Oh well: puritanism of whatever stripe is deeply anti-rock & roll, not to mention a fucking drag.

So what perspective do I bring "Lulu", myself?  Lou is amonst the handful of singers to whom I relate the most, right there with Dylan, Elvis Costello, Springsteen, Nick Cave, Leonard Cohen.  Angry, tough, abrasive, funny.  And while I haven't kept up with what Metallica has been up to for, oh, at least a decade, there was a time when they were a fave rave.  So I was happy to hear on "Lulu" that their crunch still satisfies: James Hetfield's teeth-baring vocals and Lars' drums, so pounding, so precise.  Lou has always gotten off on guitars (I recall an offhand comment he made on one of Quine's bootlegged Velvet Underground tapes while riffing on an intro, something like, Can you imagine that with, like, a million guitars behind it?), and he's always made it a point to play with hot guitarists.  Kirk Hammet certainly fits the bill, though the three guitars on "Lulu" (Lou, Hetfield and Hammet) mesh more than they solo, painting sonic textures while bassist Robert Trujillo drops depth charges.  They're really playing as a group here, with Lou as bandleader.  Listen to the interplay of the instruments on the prologue to "Cheat on Me".  As for Lou's vocals, on "Lulu" he sounds younger, more tender and vulnerable, than he has in years, sometimes even sounding like he did with the Velvets.

What is "Lulu" about?  I have no idea, beyond what I read about it's being based on a series of German plays.  Lou's singing from the point of view of a woman for most of it.  He gets really earthy here, almost as though the idea was to continue the song cycle begun on "Berlin", but maybe with the idea that that chronicle of abuse of various stripes (domestic, drugs) erred on the side of being rather too happy-go-lucky, all puppies and rainbows.  Here he yelps about "the smell of your armpits, the taste of your vulva," elsewhere raving about "blood spurting from me" and a "colored man's dick". 
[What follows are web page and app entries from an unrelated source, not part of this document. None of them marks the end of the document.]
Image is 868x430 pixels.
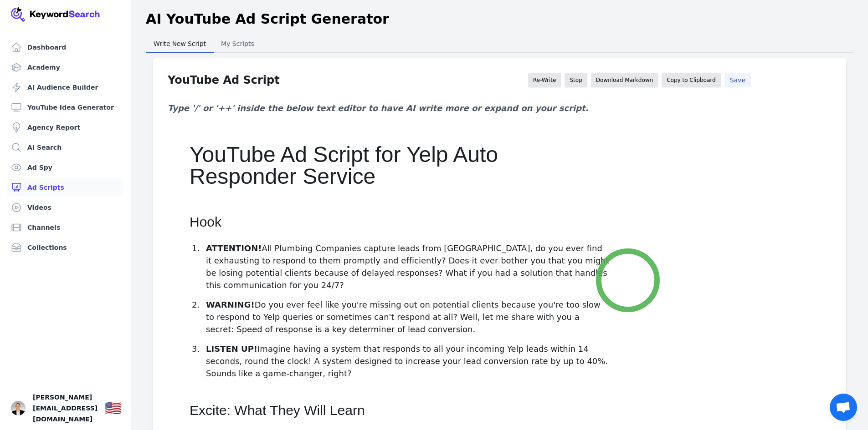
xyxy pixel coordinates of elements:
p: All Plumbing Companies capture leads from [GEOGRAPHIC_DATA], do you ever find it exhausting to re... [206,242,612,291]
a: AI Audience Builder [7,79,124,97]
strong: ATTENTION! [206,244,262,253]
a: Collections [7,238,124,257]
img: Your Company [11,7,100,22]
p: Do you ever feel like you're missing out on potential clients because you're too slow to respond ... [206,299,612,336]
img: Paul Benton [11,401,26,416]
h1: YouTube Ad Script for Yelp Auto Responder Service [189,144,612,187]
span: Write New Script [150,37,209,50]
a: AI Search [7,138,124,156]
h1: AI YouTube Ad Script Generator [146,11,389,28]
button: Download Markdown [591,73,658,87]
strong: WARNING! [206,300,255,309]
a: Ad Scripts [7,179,124,197]
div: Open chat [830,394,857,421]
a: Academy [7,58,124,77]
strong: LISTEN UP! [206,344,257,354]
button: Copy to Clipboard [662,73,721,87]
button: Save [725,73,751,87]
span: My Scripts [218,37,258,50]
a: Videos [7,199,124,217]
a: Dashboard [7,38,124,56]
button: Open user button [11,401,26,416]
a: YouTube Idea Generator [7,98,124,117]
h2: Excite: What They Will Learn [189,401,612,420]
div: 🇺🇸 [105,400,121,417]
h2: Hook [189,213,612,231]
span: [PERSON_NAME][EMAIL_ADDRESS][DOMAIN_NAME] [33,392,97,425]
a: Agency Report [7,118,124,136]
p: Imagine having a system that responds to all your incoming Yelp leads within 14 seconds, round th... [206,343,612,380]
button: Stop [565,73,587,87]
div: YouTube Ad Script [168,73,280,87]
div: Type '/' or '++' inside the below text editor to have AI write more or expand on your script. [168,95,751,122]
a: Ad Spy [7,158,124,177]
button: 🇺🇸 [105,400,121,418]
a: Channels [7,219,124,237]
button: Re-Write [528,73,561,87]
In fact he lets you know where it's at right from the beginning: "I would cut my legs and tits off when I think of Boris Karloff and Kinski/It made me dream of Nosferatu trapped on the isle of Doctor Moreau/Oh wouldn't it be lovely/I was thinking Peter Lorre /When things got pretty gory as I crossed to the Brandenburg Gate".  You can throw the towel in right there if you're so inclined.  As for me, he had me with the entwining of Karloff and Kinski.  I love my rockers to be film-literate.
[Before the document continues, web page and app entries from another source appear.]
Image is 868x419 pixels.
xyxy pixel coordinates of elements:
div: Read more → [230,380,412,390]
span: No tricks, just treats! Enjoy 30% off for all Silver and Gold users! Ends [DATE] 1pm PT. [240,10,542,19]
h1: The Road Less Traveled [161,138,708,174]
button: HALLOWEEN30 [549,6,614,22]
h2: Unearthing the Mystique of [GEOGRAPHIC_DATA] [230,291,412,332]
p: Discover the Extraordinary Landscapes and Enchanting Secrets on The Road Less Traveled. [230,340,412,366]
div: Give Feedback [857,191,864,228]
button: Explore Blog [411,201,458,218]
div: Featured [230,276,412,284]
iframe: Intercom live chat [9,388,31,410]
As fun and mad as the thrashers are, they are not the best things here.  "Lulu"s capper is a gentle song called "Junior Dad" that ends with a gorgeous extended coda of guitar washes that sound like cellos and violins.  But then, as much as he's known for limning the limits of loathing, the contours of contempt, the secret of Lou's music is that it's really about love.  It always has been.  About the redemptive power of love in this world.  A world of meanness, yes, which all honest art must reflect...but that's never the whole picture, must not be the whole picture in any art that is honest and whole.  After all, it was Lou who warned us all those years ago about those "evil mothers" who would tell us that "everything is just dirt".  I get the same feeling listening to "Junior Dad" as I do from "Set the Twilight Reeling" or "Coney Island Baby", and I think of the lines in that latter song which have always layed me out (emphasis mine): "When you're all alone and lonely in your midnight hour/and you find that your soul it's been up for sale...well, remember the princess who lived on the hill/who loved you even though she knew you was wrong."

And then the lines that cut to the heart of it, of what it's always been about: "And the glory of love, the glory of love might see you through."   
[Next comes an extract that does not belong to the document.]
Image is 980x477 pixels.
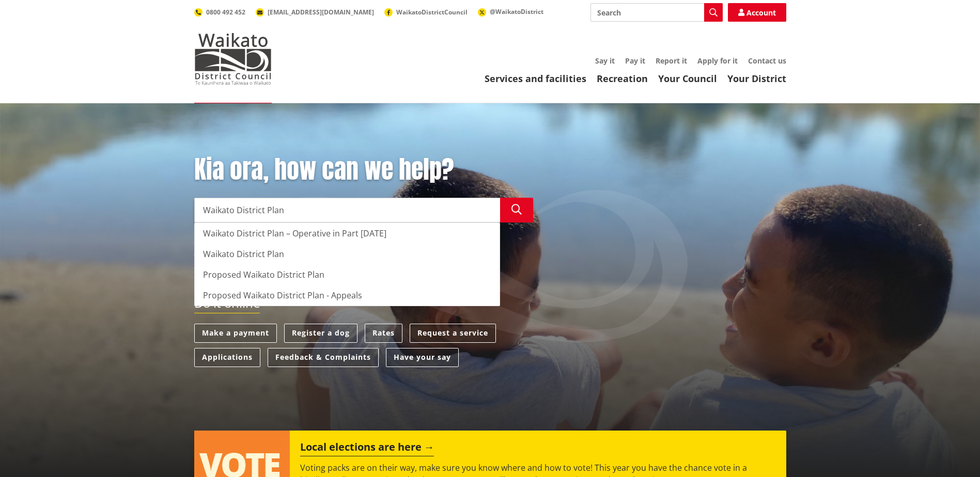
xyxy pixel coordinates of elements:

"Junior Dad" contains these lines:

"Pull me up
Would you be my lord and savior
Pull me up by my hair
Now would you kiss me, on my lips

An island of lost souls

Sunny, a monkey then to monkey
I will teach you meanness, fear and blindness
No social redeeming kindness."

And then he whispers, in awe, in a moment of transcendence:

"Oh, state of grace."

Next up for Metallica?  I was thinking I'd like to hear 'em back up Neil Young.  Or you know, I've thought for years that the way Dylan's singing these days, he'd sound great fronting a death-metal band.